CORNWALL protesters risked arrest by holding signs declaring the rights of juries and defendants outside Truro Crown Court this morning.
Defend Our Juries’ national day of action was planned to assert the right of British jurors to acquit a defendant according to their conscience, and the right of defendants to explain (and the jury to hear) the reasons for their actions.
Campaigners claim both juries and defendants are being denied these rights. In July, 11 members of the public who sat outside Southwark Crown Court were arrested on suspicion of contempt of court and detained for several hours before being released. The activists were holding placards the judge determined could be interpreted as influencing a jury.
Defend Our Juries also claims defendants are being banned from explaining their motivation to the jury – for example, by citing “climate change” or “fuel poverty” - and being removed from court or even imprisoned for trying to do so; and are also prohibited from explaining the principle of ‘jury nullification’ – the ability of the jury to deliver a not-guilty verdict based on personal beliefs or sympathies with the defendant.
The campaigners also highlighted the plight of two people with Cornish connections who were sentenced following a peaceful protest on the M25.
Earlier this month, Paul Sousek, from Bude, and Gaie Delap, whose family lives in Cornwall, were among five defendants imprisoned for between 20 and 24 months for “causing a public nuisance”. This was contrasted with sentences of between two and 30 months for those convicted of violent disorder in recent weeks.
Gaie’s daughter Lily said: “My mother is a Quaker, a grandmother, a caring and loving individual.

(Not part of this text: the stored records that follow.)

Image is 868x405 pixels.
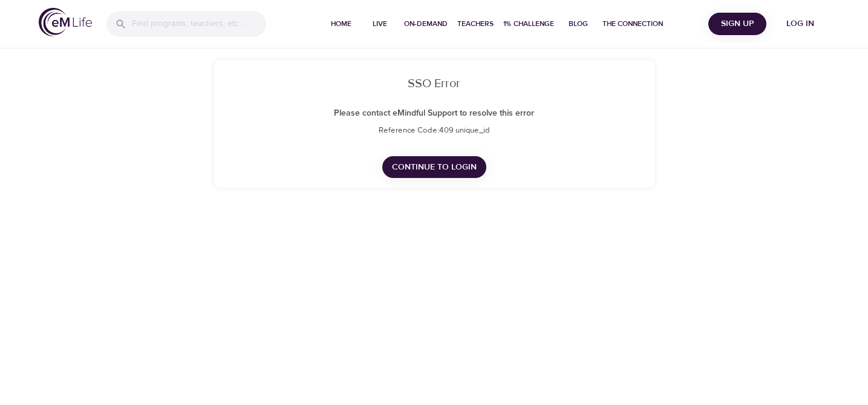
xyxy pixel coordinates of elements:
[777,16,825,32] span: Log in
[772,13,829,35] button: Log in
[603,18,663,30] span: The Connection
[709,13,767,35] button: Sign Up
[503,18,554,30] span: 1% Challenge
[564,18,593,30] span: Blog
[39,8,92,37] img: logo
[327,18,356,30] span: Home
[229,107,640,119] p: Please contact eMindful Support to resolve this error
[457,18,494,30] span: Teachers
[392,160,477,175] span: Continue to Login
[366,18,395,30] span: Live
[229,124,640,137] p: Reference Code: 409 unique_id
[229,75,640,93] p: SSO Error
[132,11,266,37] input: Find programs, teachers, etc...
[714,16,762,32] span: Sign Up
[405,18,447,30] span: On-Demand
[383,156,486,179] a: Continue to Login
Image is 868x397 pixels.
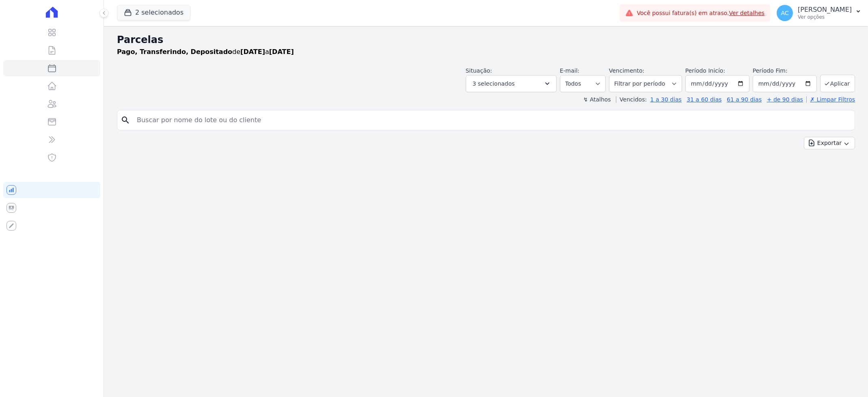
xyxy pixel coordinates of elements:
[767,96,803,103] a: + de 90 dias
[798,14,852,20] p: Ver opções
[117,33,855,47] h2: Parcelas
[269,48,294,55] strong: [DATE]
[132,112,852,128] input: Buscar por nome do lote ou do cliente
[770,2,868,24] button: AC [PERSON_NAME] Ver opções
[729,10,765,16] a: Ver detalhes
[616,96,647,103] label: Vencidos:
[117,48,233,55] strong: Pago, Transferindo, Depositado
[466,67,492,74] label: Situação:
[727,96,762,103] a: 61 a 90 dias
[609,67,645,74] label: Vencimento:
[473,79,515,89] span: 3 selecionados
[560,67,580,74] label: E-mail:
[685,67,725,74] label: Período Inicío:
[651,96,682,103] a: 1 a 30 dias
[637,9,764,17] span: Você possui fatura(s) em atraso.
[807,96,855,103] a: ✗ Limpar Filtros
[820,75,855,92] button: Aplicar
[240,48,265,55] strong: [DATE]
[117,47,294,57] p: de a
[798,5,852,14] p: [PERSON_NAME]
[753,67,817,75] label: Período Fim:
[687,96,722,103] a: 31 a 60 dias
[466,75,557,92] button: 3 selecionados
[804,137,855,149] button: Exportar
[583,96,611,103] label: ↯ Atalhos
[781,10,789,16] span: AC
[117,5,190,20] button: 2 selecionados
[120,115,130,125] i: search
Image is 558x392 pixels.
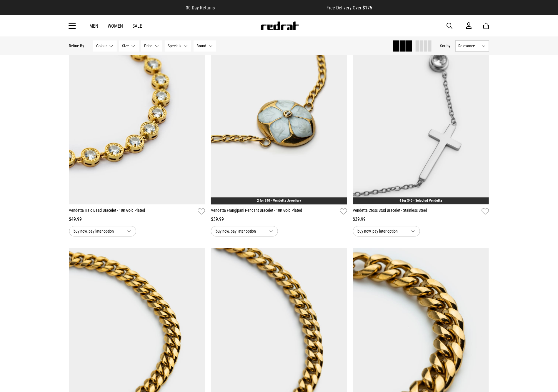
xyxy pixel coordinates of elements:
span: by [447,43,451,48]
button: buy now, pay later option [353,226,421,236]
button: Price [142,40,162,51]
span: buy now, pay later option [215,227,265,235]
img: Vendetta Halo Bead Bracelet - 18k Gold Plated in Gold [69,14,205,204]
span: Price [145,43,153,48]
span: Specials [168,43,182,48]
a: 4 for $40 - Selected Vendetta [400,198,442,202]
span: 30 Day Returns [186,5,215,10]
span: Colour [96,43,107,48]
button: Open LiveChat chat widget [5,2,23,20]
button: Colour [93,40,117,51]
button: Size [119,40,139,51]
span: buy now, pay later option [74,227,123,235]
button: buy now, pay later option [69,226,136,236]
a: Women [108,23,123,29]
span: Free Delivery Over $175 [326,5,372,10]
a: Vendetta Cross Stud Bracelet - Stainless Steel [353,207,479,216]
button: Sortby [441,43,451,49]
img: Vendetta Frangipani Pendant Bracelet - 18k Gold Plated in Gold [211,14,347,204]
button: Relevance [455,40,490,51]
span: Brand [197,43,207,48]
a: Sale [133,23,142,29]
button: Brand [194,40,216,51]
a: Men [90,23,99,29]
p: Refine By [69,43,84,48]
a: 2 for $40 - Vendetta Jewellery [257,198,301,202]
button: buy now, pay later option [211,226,278,236]
span: buy now, pay later option [358,227,407,235]
button: Specials [165,40,191,51]
span: Relevance [458,43,479,48]
div: $39.99 [211,216,347,223]
span: Size [122,43,129,48]
a: Vendetta Frangipani Pendant Bracelet - 18K Gold Plated [211,207,338,216]
iframe: Customer reviews powered by Trustpilot [227,5,315,10]
a: Vendetta Halo Bead Bracelet - 18K Gold Plated [69,207,195,216]
div: $49.99 [69,216,205,223]
div: $39.99 [353,216,490,223]
img: Redrat logo [261,22,299,31]
img: Vendetta Cross Stud Bracelet - Stainless Steel in Silver [353,14,490,204]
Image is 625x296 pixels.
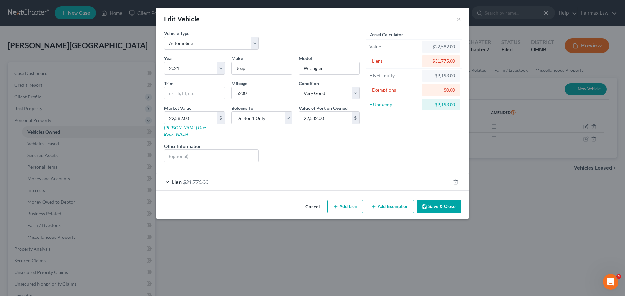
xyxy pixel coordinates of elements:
a: NADA [176,131,188,137]
label: Condition [299,80,319,87]
span: Make [231,56,243,61]
div: - Exemptions [369,87,418,93]
div: $22,582.00 [427,44,455,50]
label: Market Value [164,105,191,112]
div: = Net Equity [369,73,418,79]
input: 0.00 [164,112,217,124]
div: Value [369,44,418,50]
label: Vehicle Type [164,30,189,37]
div: = Unexempt [369,102,418,108]
button: Save & Close [416,200,461,214]
span: Belongs To [231,105,253,111]
div: $ [351,112,359,124]
span: Lien [172,179,182,185]
label: Year [164,55,173,62]
input: 0.00 [299,112,351,124]
a: [PERSON_NAME] Blue Book [164,125,206,137]
label: Other Information [164,143,201,150]
div: Edit Vehicle [164,14,200,23]
button: Add Lien [327,200,363,214]
label: Trim [164,80,173,87]
label: Value of Portion Owned [299,105,347,112]
button: Cancel [300,201,325,214]
label: Mileage [231,80,247,87]
div: $31,775.00 [427,58,455,64]
div: -$9,193.00 [427,73,455,79]
button: Add Exemption [365,200,414,214]
input: -- [232,87,292,100]
span: 4 [616,274,621,279]
div: -$9,193.00 [427,102,455,108]
input: ex. Altima [299,62,359,75]
div: $0.00 [427,87,455,93]
label: Asset Calculator [370,31,403,38]
input: ex. LS, LT, etc [164,87,224,100]
div: $ [217,112,224,124]
div: - Liens [369,58,418,64]
button: × [456,15,461,23]
input: (optional) [164,150,258,162]
label: Model [299,55,312,62]
span: $31,775.00 [183,179,208,185]
iframe: Intercom live chat [603,274,618,290]
input: ex. Nissan [232,62,292,75]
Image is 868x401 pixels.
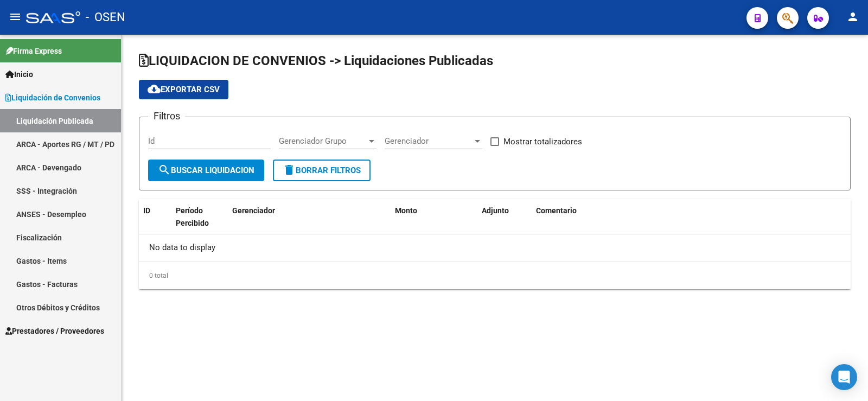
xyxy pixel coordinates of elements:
span: Liquidación de Convenios [5,92,100,104]
div: 0 total [139,262,851,289]
span: Gerenciador [232,206,275,215]
datatable-header-cell: ID [139,199,172,247]
button: Exportar CSV [139,80,228,99]
mat-icon: cloud_download [147,83,161,95]
datatable-header-cell: Gerenciador [228,199,391,247]
span: Prestadores / Proveedores [5,325,104,337]
div: Open Intercom Messenger [831,364,857,390]
span: Gerenciador Grupo [279,136,367,146]
button: Borrar Filtros [273,159,371,181]
h3: Filtros [148,108,185,124]
mat-icon: search [158,163,171,176]
span: Buscar Liquidacion [158,165,255,176]
span: Firma Express [5,45,62,57]
span: Mostrar totalizadores [504,135,582,148]
mat-icon: menu [9,10,22,24]
span: Monto [395,206,417,215]
span: LIQUIDACION DE CONVENIOS -> Liquidaciones Publicadas [139,53,493,68]
datatable-header-cell: Comentario [532,199,851,247]
span: ID [143,206,150,215]
span: Gerenciador [385,136,473,146]
span: - OSEN [85,5,125,29]
datatable-header-cell: Período Percibido [172,199,212,247]
span: Exportar CSV [147,85,220,95]
span: Período Percibido [176,206,209,227]
button: Buscar Liquidacion [148,159,264,181]
span: Comentario [536,206,577,215]
mat-icon: delete [283,163,295,176]
datatable-header-cell: Monto [391,199,477,247]
div: No data to display [139,235,851,262]
mat-icon: person [846,10,859,24]
span: Adjunto [482,206,509,215]
datatable-header-cell: Adjunto [477,199,532,247]
span: Borrar Filtros [283,165,361,176]
span: Inicio [5,68,33,80]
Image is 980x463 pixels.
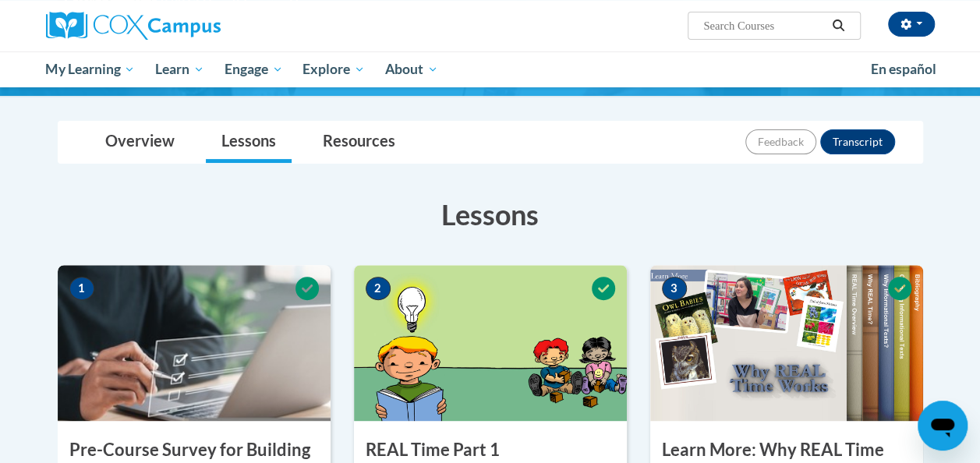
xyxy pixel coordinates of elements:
button: Account Settings [888,12,935,36]
a: Lessons [206,121,292,163]
a: Cox Campus [46,12,326,39]
button: Feedback [745,129,816,155]
h3: REAL Time Part 1 [354,437,627,462]
input: Search Courses [702,17,826,35]
a: En español [861,53,946,86]
img: Course Image [650,265,923,421]
span: 2 [366,277,390,299]
a: Learn [145,51,214,88]
img: Course Image [58,265,330,421]
a: My Learning [35,51,146,88]
span: Learn [155,60,204,79]
span: My Learning [45,60,135,79]
span: En español [871,61,937,77]
img: Course Image [354,265,627,421]
a: Overview [90,121,190,163]
a: Resources [308,121,411,163]
span: 1 [69,277,95,299]
button: Transcript [820,129,895,155]
h3: Lessons [58,195,923,233]
span: About [385,60,438,79]
button: Search [826,17,850,35]
img: Cox Campus [46,12,221,39]
span: 3 [662,277,687,299]
span: Explore [303,60,365,79]
a: About [375,51,449,88]
span: Engage [225,60,283,79]
a: Engage [214,51,293,88]
a: Explore [292,51,375,88]
div: Main menu [35,51,946,88]
iframe: Button to launch messaging window [918,400,967,450]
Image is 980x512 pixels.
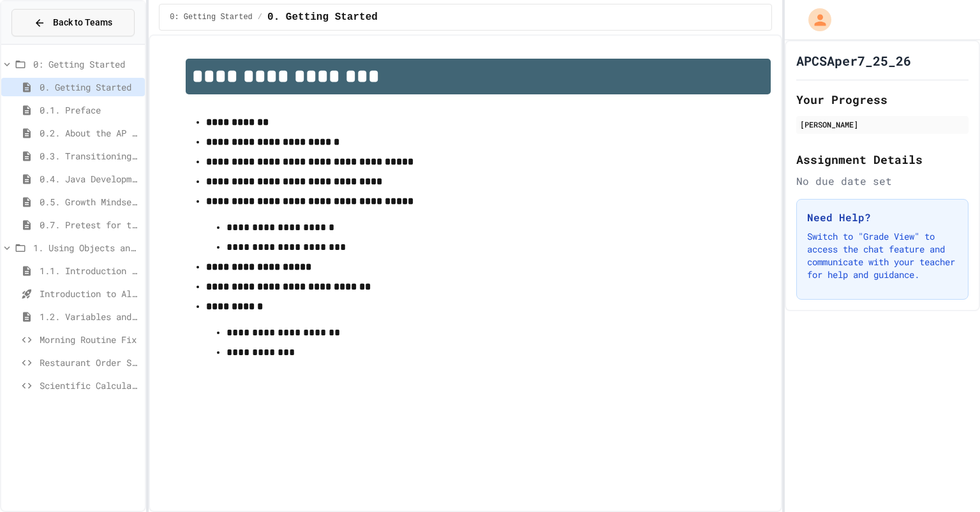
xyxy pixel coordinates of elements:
[40,103,140,117] span: 0.1. Preface
[40,149,140,163] span: 0.3. Transitioning from AP CSP to AP CSA
[796,52,911,69] h1: APCSAper7_25_26
[40,333,140,347] span: Morning Routine Fix
[34,241,140,255] span: 1. Using Objects and Methods
[800,119,965,130] div: [PERSON_NAME]
[40,264,140,277] span: 1.1. Introduction to Algorithms, Programming, and Compilers
[258,12,262,22] span: /
[40,173,140,185] span: 0.4. Java Development Environments
[795,5,835,34] div: My Account
[796,173,968,189] div: No due date set
[796,150,968,169] h2: Assignment Details
[268,10,378,25] span: 0. Getting Started
[40,126,140,140] span: 0.2. About the AP CSA Exam
[40,218,140,232] span: 0.7. Pretest for the AP CSA Exam
[807,210,958,225] h3: Need Help?
[34,58,140,71] span: 0: Getting Started
[169,12,252,22] span: 0: Getting Started
[53,16,113,30] span: Back to Teams
[40,310,140,323] span: 1.2. Variables and Data Types
[40,195,140,208] span: 0.5. Growth Mindset and Pair Programming
[40,287,140,300] span: Introduction to Algorithms, Programming, and Compilers
[40,356,140,369] span: Restaurant Order System
[796,90,968,109] h2: Your Progress
[11,9,135,37] button: Back to Teams
[40,379,140,392] span: Scientific Calculator
[40,81,140,93] span: 0. Getting Started
[807,230,958,281] p: Switch to "Grade View" to access the chat feature and communicate with your teacher for help and ...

It seems cruel beyond words that she should be locked up for nearly two years for a peaceful protest when violent thugs receive a few months for rioting and terrifying local people.”
Mr Sousek’s friend, Oliver Baines, from Truro, added: “Paul is 73, with a serious and disabling health condition following a heart attack two years ago – yet he was given a 20-month prison sentence for a peaceful protest he said he would not repeat. Is that justice?”
A letter will be submitted to the judges at Truro Crown Court to express their “deep concern” at these developments.
Truro Voice contacted the Ministry of Justice and the judiciary for comment; both declined.